Self-identity and Community
written by Jack Parsons, 18 August 2025
When we talk about identity, we tend to assume the identification is being done by the individual, that one identifies and defines themself and therefore is the perpetrator of their identity. Community, however, is an incredibly important aspect of identity. We can address the importance of external identification by looking at gender identity: for many transgender people, existing as stealth is not enough for us to live fulfilled lives as a transgender person. Indeed, the act of being externally identified as transgender is important for the internal identity of many trans individuals. This is necessary because being transgender is inherently transgressive; most cisgender people already receive a basic level of external identification due to normative societal expectations of gender.
The same is often true of alterhumans who wish for external signifiers of their alterhumanity. If external identification matters so much for the building and maintaining of internal identity, then why
wouldn't some amount of individual identity be influenced or determined by external factors? Why wouldn't there be cases where an identity is externally applied to an individual first, and only internally adopted at a later point? For many of us, our internal identities are transgressive and actively battle against the way orthohumans perceive us. But what about when they’re not?
ALEXANDER, ARISTOTLE, & I
Ever since I came here, I was told that I was destined to be Alexander the Great. Much like within his own early life, it was repeated to me by the person I considered my caregiver that I would fight and conquer and leave my mark upon the world. He called himself my Aristotle, who infamously tutored Alexander. It was a romantic image, but it was not one that was internally prescribed. I was assigned Alexander as a fate, a doomed narrative that I did not have a choice in. It was an externally given identification based in part on my demeanor and behaviours, and in part on projected narratives and archetypes. I had ambition and the person I trusted most dropped twenty gallons of kerosene on it.
In the wider view of society, the act of placing me in the role of Alexander and himself in the role of Aristotle is transgressive. From my point of view, though, it was normative: it was all I had ever known, and why would I question it? I leaned into it, made it my own, and Alexander was soon part of my identity. It became an archetypal point of reference as I continuously uncovered 'types that were explicitly based on Alexander. Yet I never explicitly framed it as alterhuman: it was like a name given to a child at their birth, that they go through their entire lives with and automatically accept as a given.
But is it alterhuman? Certainly, yes, it can be. Certainly, yes, it is to me. But that took me a long time to come to, and I have never before publicly identified my relationship to this as such. It is my worst kept secret that I am Alexander the Great, simultaneously a part of me while also maintaining the defaulted ambiguity of a birth name or assigned gender. I didn’t have to fight to be recognized as Alexander the way I have to fight to be recognized as Jack Parsons. I was seen as Alexander from the start, and that comes with a different relationship to the experience of identity.
SO WHAT?
In my essay
Factkin and Fiction, I talked briefly about “sometimes… the reputation and mythology surrounding the person becomes larger and more influential than the ”hard facts“ themselves”. This also carries an interesting implication for identity. Reputation and mythology being placed onto a celebrity is a prominent example of external identification and definition, and a variety of personal responses are possible. Lord Byron, for one, actively played into and toyed with external perceptions of himself. Parsons, too, seemed extraordinarily susceptible to external influence, and I would argue that his spiritual experiences later in his life were in part a direct result of the way he was viewed and identified by others, especially the Thelemites with whom he regularly interacted and corresponded with. These external identifications were placed onto both, either due to their celebrity or mystique, and were eventually internally adopted.
The same is true of me, alive, in 2025: the external identifications that have now been placed on Byron, the bisexual disaster, and Parsons, mysterious black magic rocket guy, are important to my internal identity. Cameron believing that Parsons caused UFOs to appear after his death is important to my identity, too.
I believe that understanding the way community can affect identity is important for full accomodation in alterhuman spaces. Not only on behalf of those like myself whose identities are highly shaped by external forces, not only on behalf of the Alexanders of the world, but also on behalf of all alterhumans. Indeed, some alterhumans and their identities are much more based in external identification than is accounted for within our communities, and I hope that my account can help provide a better understanding of how this could come to pass, and that, as a community, alterhumans can become more accepting of identity that does not clearly come from the internal self.
Yet, all of us are affected by community, and indeed most of us sit somewhere in between both circumstances, shaped both by internal and external forces. Identity is important in the first place
because we are social creatures. Selfhood is relational, determined in part by our social environment. Most importantly, when it comes to identity I frequently think:
what next? Where do we go from here? What has shaped us and what do we want to shape us? I believe these to be questions that
all of us could benefit from asking ourselves.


Problem description
The entries are to be returned exactly as written.

Data for this task
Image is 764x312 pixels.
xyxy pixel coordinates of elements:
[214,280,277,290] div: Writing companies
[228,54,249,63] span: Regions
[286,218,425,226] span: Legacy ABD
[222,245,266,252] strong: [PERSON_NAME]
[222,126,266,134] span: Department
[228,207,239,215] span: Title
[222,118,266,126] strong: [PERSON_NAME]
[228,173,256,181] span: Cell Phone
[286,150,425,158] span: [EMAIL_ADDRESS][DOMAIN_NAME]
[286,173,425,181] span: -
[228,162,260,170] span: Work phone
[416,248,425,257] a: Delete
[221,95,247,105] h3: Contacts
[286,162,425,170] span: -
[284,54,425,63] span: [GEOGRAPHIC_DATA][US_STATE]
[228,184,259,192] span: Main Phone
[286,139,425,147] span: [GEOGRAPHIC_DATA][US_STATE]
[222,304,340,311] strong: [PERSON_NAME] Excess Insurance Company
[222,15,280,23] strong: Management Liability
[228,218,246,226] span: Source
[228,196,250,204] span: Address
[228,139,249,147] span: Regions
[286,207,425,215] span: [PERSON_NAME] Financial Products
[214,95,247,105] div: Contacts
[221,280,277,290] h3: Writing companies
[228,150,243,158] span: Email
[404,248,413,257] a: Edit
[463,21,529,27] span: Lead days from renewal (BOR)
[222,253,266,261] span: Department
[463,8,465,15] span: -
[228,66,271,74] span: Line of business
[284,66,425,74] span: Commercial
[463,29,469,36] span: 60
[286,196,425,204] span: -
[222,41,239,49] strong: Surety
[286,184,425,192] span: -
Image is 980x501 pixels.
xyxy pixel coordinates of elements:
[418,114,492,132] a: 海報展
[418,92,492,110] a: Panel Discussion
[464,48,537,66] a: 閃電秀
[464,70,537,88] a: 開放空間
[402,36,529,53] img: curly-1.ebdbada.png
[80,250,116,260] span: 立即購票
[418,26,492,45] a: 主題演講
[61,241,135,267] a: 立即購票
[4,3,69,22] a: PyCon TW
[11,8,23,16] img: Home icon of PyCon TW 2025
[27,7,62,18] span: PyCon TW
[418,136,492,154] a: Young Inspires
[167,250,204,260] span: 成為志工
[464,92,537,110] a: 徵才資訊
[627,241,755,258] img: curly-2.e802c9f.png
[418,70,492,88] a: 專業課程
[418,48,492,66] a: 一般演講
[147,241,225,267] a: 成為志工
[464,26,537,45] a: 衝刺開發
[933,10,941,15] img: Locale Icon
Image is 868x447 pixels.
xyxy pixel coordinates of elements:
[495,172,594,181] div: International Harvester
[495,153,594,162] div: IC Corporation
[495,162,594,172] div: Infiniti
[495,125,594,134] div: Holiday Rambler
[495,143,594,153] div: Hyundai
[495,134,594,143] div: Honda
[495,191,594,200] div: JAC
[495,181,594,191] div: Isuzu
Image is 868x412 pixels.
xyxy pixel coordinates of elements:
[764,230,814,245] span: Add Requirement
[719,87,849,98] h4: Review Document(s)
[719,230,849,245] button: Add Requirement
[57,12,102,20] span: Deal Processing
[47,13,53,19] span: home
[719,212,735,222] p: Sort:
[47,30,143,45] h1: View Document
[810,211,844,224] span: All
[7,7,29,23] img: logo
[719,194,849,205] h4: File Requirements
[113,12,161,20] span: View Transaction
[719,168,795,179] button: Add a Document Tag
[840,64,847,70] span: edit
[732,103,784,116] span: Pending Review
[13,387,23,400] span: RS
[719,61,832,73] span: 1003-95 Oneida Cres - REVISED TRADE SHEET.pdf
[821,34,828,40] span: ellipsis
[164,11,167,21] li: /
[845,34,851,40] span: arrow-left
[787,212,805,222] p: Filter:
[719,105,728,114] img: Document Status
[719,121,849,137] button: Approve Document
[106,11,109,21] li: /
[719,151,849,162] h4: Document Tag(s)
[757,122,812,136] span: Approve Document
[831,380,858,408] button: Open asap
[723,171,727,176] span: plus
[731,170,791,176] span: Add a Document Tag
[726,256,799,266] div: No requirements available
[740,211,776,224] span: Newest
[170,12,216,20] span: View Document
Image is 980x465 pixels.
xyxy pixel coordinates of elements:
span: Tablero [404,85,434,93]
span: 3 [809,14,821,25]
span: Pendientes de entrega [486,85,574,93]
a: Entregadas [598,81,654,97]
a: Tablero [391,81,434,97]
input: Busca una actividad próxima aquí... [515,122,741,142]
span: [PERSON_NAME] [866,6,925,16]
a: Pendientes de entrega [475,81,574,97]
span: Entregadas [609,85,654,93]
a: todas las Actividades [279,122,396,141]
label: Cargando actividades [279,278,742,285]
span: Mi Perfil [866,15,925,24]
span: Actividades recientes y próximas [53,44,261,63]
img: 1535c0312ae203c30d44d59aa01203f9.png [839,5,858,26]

Problem solution
Image is 764x312 pixels.
xyxy pixel coordinates of elements:
[214,280,277,290] div: Writing companies
[228,54,249,63] span: Regions
[286,218,425,226] span: Legacy ABD
[222,245,266,252] strong: [PERSON_NAME]
[222,126,266,134] span: Department
[228,207,239,215] span: Title
[222,118,266,126] strong: [PERSON_NAME]
[228,173,256,181] span: Cell Phone
[286,150,425,158] span: [EMAIL_ADDRESS][DOMAIN_NAME]
[286,173,425,181] span: -
[228,162,260,170] span: Work phone
[416,248,425,257] a: Delete
[221,95,247,105] h3: Contacts
[286,162,425,170] span: -
[284,54,425,63] span: [GEOGRAPHIC_DATA][US_STATE]
[228,184,259,192] span: Main Phone
[286,139,425,147] span: [GEOGRAPHIC_DATA][US_STATE]
[222,304,340,311] strong: [PERSON_NAME] Excess Insurance Company
[222,15,280,23] strong: Management Liability
[228,218,246,226] span: Source
[228,196,250,204] span: Address
[228,139,249,147] span: Regions
[286,207,425,215] span: [PERSON_NAME] Financial Products
[214,95,247,105] div: Contacts
[221,280,277,290] h3: Writing companies
[228,150,243,158] span: Email
[404,248,413,257] a: Edit
[463,21,529,27] span: Lead days from renewal (BOR)
[222,253,266,261] span: Department
[463,8,465,15] span: -
[228,66,271,74] span: Line of business
[284,66,425,74] span: Commercial
[463,29,469,36] span: 60
[286,196,425,204] span: -
[222,41,239,49] strong: Surety
[286,184,425,192] span: -
Image is 980x501 pixels.
xyxy pixel coordinates of elements:
[418,114,492,132] a: 海報展
[418,92,492,110] a: Panel Discussion
[464,48,537,66] a: 閃電秀
[464,70,537,88] a: 開放空間
[402,36,529,53] img: curly-1.ebdbada.png
[80,250,116,260] span: 立即購票
[418,26,492,45] a: 主題演講
[61,241,135,267] a: 立即購票
[4,3,69,22] a: PyCon TW
[11,8,23,16] img: Home icon of PyCon TW 2025
[27,7,62,18] span: PyCon TW
[418,136,492,154] a: Young Inspires
[167,250,204,260] span: 成為志工
[464,92,537,110] a: 徵才資訊
[627,241,755,258] img: curly-2.e802c9f.png
[418,70,492,88] a: 專業課程
[418,48,492,66] a: 一般演講
[147,241,225,267] a: 成為志工
[464,26,537,45] a: 衝刺開發
[933,10,941,15] img: Locale Icon
Image is 868x447 pixels.
xyxy pixel coordinates of elements:
[495,172,594,181] div: International Harvester
[495,153,594,162] div: IC Corporation
[495,162,594,172] div: Infiniti
[495,125,594,134] div: Holiday Rambler
[495,143,594,153] div: Hyundai
[495,134,594,143] div: Honda
[495,191,594,200] div: JAC
[495,181,594,191] div: Isuzu
Image is 868x412 pixels.
xyxy pixel coordinates of elements:
[764,230,814,245] span: Add Requirement
[719,87,849,98] h4: Review Document(s)
[719,230,849,245] button: Add Requirement
[57,12,102,20] span: Deal Processing
[47,13,53,19] span: home
[719,212,735,222] p: Sort:
[47,30,143,45] h1: View Document
[810,211,844,224] span: All
[7,7,29,23] img: logo
[719,194,849,205] h4: File Requirements
[113,12,161,20] span: View Transaction
[719,168,795,179] button: Add a Document Tag
[840,64,847,70] span: edit
[732,103,784,116] span: Pending Review
[13,387,23,400] span: RS
[719,61,832,73] span: 1003-95 Oneida Cres - REVISED TRADE SHEET.pdf
[821,34,828,40] span: ellipsis
[164,11,167,21] li: /
[845,34,851,40] span: arrow-left
[787,212,805,222] p: Filter:
[719,105,728,114] img: Document Status
[719,121,849,137] button: Approve Document
[106,11,109,21] li: /
[719,151,849,162] h4: Document Tag(s)
[757,122,812,136] span: Approve Document
[831,380,858,408] button: Open asap
[723,171,727,176] span: plus
[731,170,791,176] span: Add a Document Tag
[726,256,799,266] div: No requirements available
[740,211,776,224] span: Newest
[170,12,216,20] span: View Document
Image is 980x465 pixels.
xyxy pixel coordinates of elements:
span: Tablero [404,85,434,93]
span: 3 [809,14,821,25]
span: Pendientes de entrega [486,85,574,93]
a: Entregadas [598,81,654,97]
a: Tablero [391,81,434,97]
input: Busca una actividad próxima aquí... [515,122,741,142]
span: [PERSON_NAME] [866,6,925,16]
a: Pendientes de entrega [475,81,574,97]
span: Entregadas [609,85,654,93]
a: todas las Actividades [279,122,396,141]
label: Cargando actividades [279,278,742,285]
span: Mi Perfil [866,15,925,24]
span: Actividades recientes y próximas [53,44,261,63]
img: 1535c0312ae203c30d44d59aa01203f9.png [839,5,858,26]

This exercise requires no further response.